2020 had a profuse silver lining for Manchester. With investment having increased more than threefold between 2018 and 2019, it was dubbed “the fastest-growing tech city in Europe” in November 2020 in a report by TechNation and the search engine Adzuna. This was also the first time the city had come second in the venture capital investment league table behind London.
Manchester’s feat was given a considerable boost by the successful floatation of THG Holdings, the owner of online beauty retailer The Hut, headquartered in Manchester Airport.
The increasing popularity of Manchester as an alternative UK base to London for international business is further evidenced by the fact that Swedish web-hosting company Miss Group – the winner of the 2020 Northern Tech Award, and which maintained a growth rate of 232 per cent between 2018-19 – is also based here.
As Safe Hammad, CTO and co-founder of locally based start-up Arctic Shores – a provider of behaviour-based psychometrics – puts it, “in the last ten years, Manchester [has] transformed into a thriving technology hub attracting businesses and talent alike.”

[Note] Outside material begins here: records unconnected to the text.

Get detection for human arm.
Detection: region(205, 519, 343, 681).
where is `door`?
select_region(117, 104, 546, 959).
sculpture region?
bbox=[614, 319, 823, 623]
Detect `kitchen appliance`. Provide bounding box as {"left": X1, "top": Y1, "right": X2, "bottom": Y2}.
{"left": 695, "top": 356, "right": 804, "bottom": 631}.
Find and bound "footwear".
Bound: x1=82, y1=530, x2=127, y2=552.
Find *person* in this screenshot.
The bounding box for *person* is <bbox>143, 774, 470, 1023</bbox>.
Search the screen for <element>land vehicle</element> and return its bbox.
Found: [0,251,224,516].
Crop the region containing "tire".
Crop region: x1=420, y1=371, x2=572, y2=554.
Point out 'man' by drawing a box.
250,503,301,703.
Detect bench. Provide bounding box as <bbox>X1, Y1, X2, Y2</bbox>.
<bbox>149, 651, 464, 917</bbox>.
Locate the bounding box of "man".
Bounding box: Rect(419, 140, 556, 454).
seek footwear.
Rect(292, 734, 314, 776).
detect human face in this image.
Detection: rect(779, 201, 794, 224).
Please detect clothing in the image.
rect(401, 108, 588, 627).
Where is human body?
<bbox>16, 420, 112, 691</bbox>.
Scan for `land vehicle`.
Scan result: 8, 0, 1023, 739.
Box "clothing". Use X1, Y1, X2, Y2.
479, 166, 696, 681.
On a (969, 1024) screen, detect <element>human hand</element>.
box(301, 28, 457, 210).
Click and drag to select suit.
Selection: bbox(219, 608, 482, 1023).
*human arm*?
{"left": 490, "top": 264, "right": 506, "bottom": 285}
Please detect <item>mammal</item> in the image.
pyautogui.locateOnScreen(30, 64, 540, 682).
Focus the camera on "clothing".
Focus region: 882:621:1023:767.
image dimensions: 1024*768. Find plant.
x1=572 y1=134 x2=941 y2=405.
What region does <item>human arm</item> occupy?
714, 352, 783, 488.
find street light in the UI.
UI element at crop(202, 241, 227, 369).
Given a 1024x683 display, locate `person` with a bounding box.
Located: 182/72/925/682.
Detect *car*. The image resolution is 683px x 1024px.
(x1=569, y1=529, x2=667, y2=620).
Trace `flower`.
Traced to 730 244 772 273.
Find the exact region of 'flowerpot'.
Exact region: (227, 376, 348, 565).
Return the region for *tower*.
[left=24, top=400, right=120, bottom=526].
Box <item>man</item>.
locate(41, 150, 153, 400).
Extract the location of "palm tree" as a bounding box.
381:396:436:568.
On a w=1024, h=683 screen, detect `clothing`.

However, many in the region believe that creating a London of the North without developing the entirety of northern England would be short-sighted. What needs levelling is not just a metropolis but a whole region with a population of 14.5 million, which if it were a country would be Europe’s eighth-biggest economy.
Similarly, if realising the oft-floated idea of a “Manufacturing Institute of Technology” is to prevail, both Manchester and Sheffield – the latter with its widely respected Advanced Manufacturing Research Centre (AMRC) – will be likely candidates for its venue. Emulating a US university that is primarily a generously funded research centre with some added teaching that creates 30 spin-outs every year may turn out to be an overwhelming task, and the establishment of an “MIT of the North” from scratch has been received with scepticism.
However, creating a network of institutions, possibly using the AMRC’s template, may prove more popular than a standalone vanity project. The £5 million Northern Triangle Initiative, launched by the Universities of Manchester, Sheffield and Leeds in 2017 to smooth the process that turns research into business, can serve as a core for such a network across the North.
Indeed, the importance of commercialising innovation is demonstrated by the painful absence of northern companies from lists of products that use graphene, when it was that very revolutionary material that put Manchester and the region at the forefront of international advanced material research.
Putting digital technology at the heart of northern reindustrialisation
The Northern Powerhouse, a concept dating back to 2015, goes well beyond establishing a big city in the North that can take London on. As the following examples will demonstrate, the whole North West and the other two clusters of the Northern Powerhouse (the North East and Yorkshire and Humber) have already made great strides in adopting and excelling at digital technology, especially in green energy, immersive solutions and health- and bio-tech.
There are several ongoing local business projects which stand out on not only a national but also a European level.
Hornsea, on the Humber in Yorkshire, for example, has become a flagship project for UK off-shore wind, the most successful branch of the domestic renewable energy sector. Hornsea is a brand-new project of Danish energy giant Ørsted, but there are also examples of how coal-based energy companies are reinventing themselves.
Drax power station, for example, in 2016 still relied on coal for 30 per cent of the energy it generated, but is set to burn its last coal altogether in 2021 – once it has fully converted to biomass generation, it will become one of the most ambitious decarbonisation projects in Europe, even if the sustainability of biomass is contested by some.
Another example of an incumbent steeped in legacy technology reinventing itself is Northumberland-based Tharsus, founded in 1964, which managed to stay relevant by becoming a robotics specialist in addition to its original metalwork business.
The unprecedented disruption that the pandemic caused has also provided some of the most digitally advanced northern companies with a moment to shine. KCom, the internet provider supplying Hull with ultrafast broadband, winning it the “first full-fibre city in the UK” tag, ensured a smoother switch to online schooling and remote work in the area than was possible in many other parts of the UK.
Meanwhile, Gateshead College in the North East, thanks to its collaboration with PROTO, Europe’s first dedicated centre for emerging technologies, could immediately switch to remote learning by giving access to the immersive PROTO facilities and its experts via virtual technology.
More recently, NHS England has mandated that all NHS Trusts are to use the National Pathology Exchange (NPEx) of Leeds-based X-Lab – originally set up in 2006 to connect all UK labs – for electronically transferring test requests and result in order to rectify the shortcomings of the Covid-19 test and trace system.
The examples above are the pinnacles of northern digital achievement. Alongside new national digital institutions set up in the Northern Powerhouse (National Horizons Centre, National Innovation Centre for Data), they inarguably go a long way towards levelling up the North. Unlike in other sectors, tech companies’ revenues increased by an average 9 per cent in 2020 on the previous year and employment in the sector remained stable, according to Mustard Research Agency.
But to tap into the digital potential, even non-digital businesses large and small need to do their homework. As the two-year Made Smarter North West pilot programme, which had the participation of 1,100 North western SMEs, concluded, these companies need capital and guidance to reach their full digital potential. A finding that most probably applies to the whole Northern Powerhouse.